ASSIGNED TASK: Your answer must match, word for word, the lines from the one holding "The height and" through the final line below, with pictures excluded.

MATERIAL FOR THIS TASK:
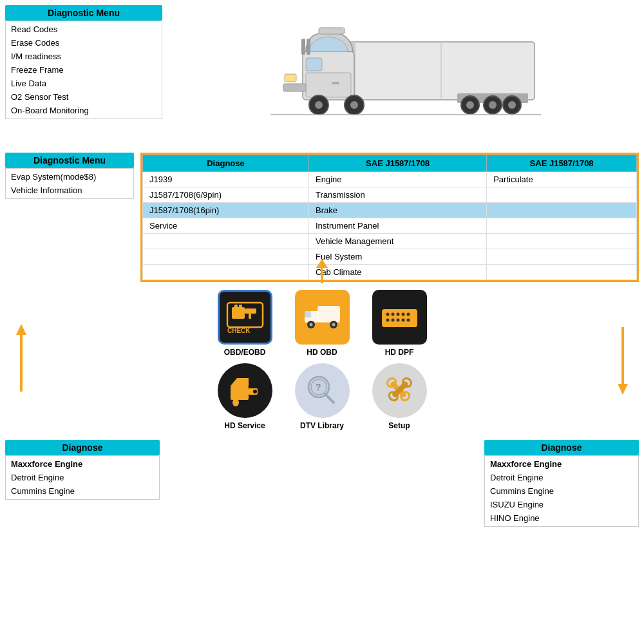  Describe the element at coordinates (245, 317) in the screenshot. I see `obd-icon-box: CHECK` at that location.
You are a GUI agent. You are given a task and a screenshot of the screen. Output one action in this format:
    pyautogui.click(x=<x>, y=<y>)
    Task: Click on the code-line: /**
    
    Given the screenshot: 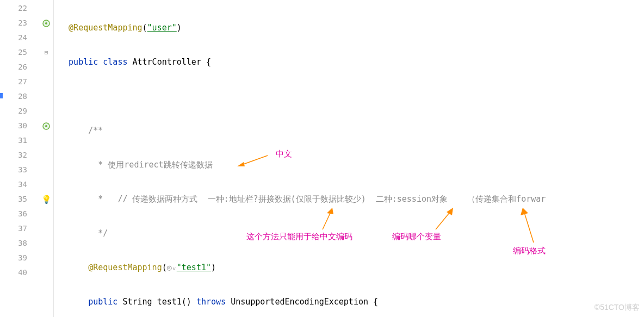 What is the action you would take?
    pyautogui.click(x=349, y=130)
    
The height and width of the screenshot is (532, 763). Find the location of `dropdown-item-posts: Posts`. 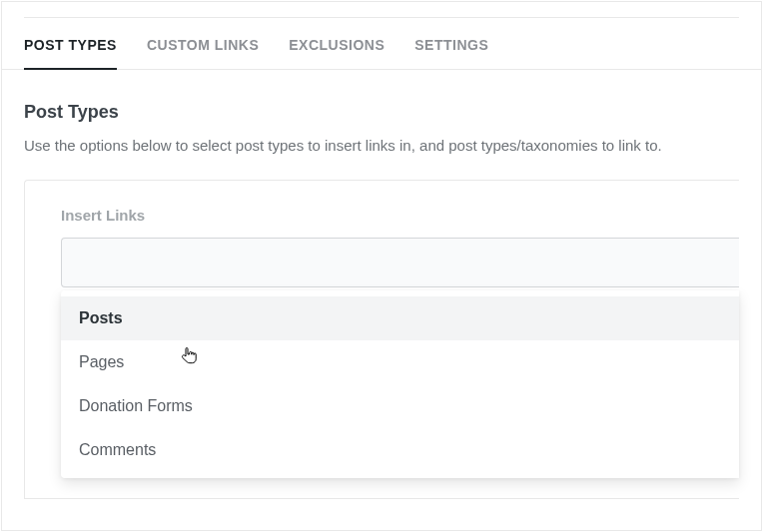

dropdown-item-posts: Posts is located at coordinates (399, 318).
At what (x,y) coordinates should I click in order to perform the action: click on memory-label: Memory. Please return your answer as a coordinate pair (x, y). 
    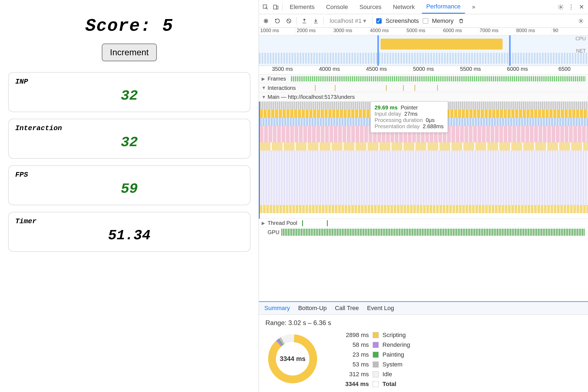
    Looking at the image, I should click on (443, 21).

ANSWER TO THE PROBLEM:
The height and width of the screenshot is (532, 763). Find the location of `dropdown-item-posts: Posts`. 

dropdown-item-posts: Posts is located at coordinates (399, 318).
At what (x,y) coordinates should I click in order to perform the action: click on memory-label: Memory. Please return your answer as a coordinate pair (x, y). 
    Looking at the image, I should click on (443, 21).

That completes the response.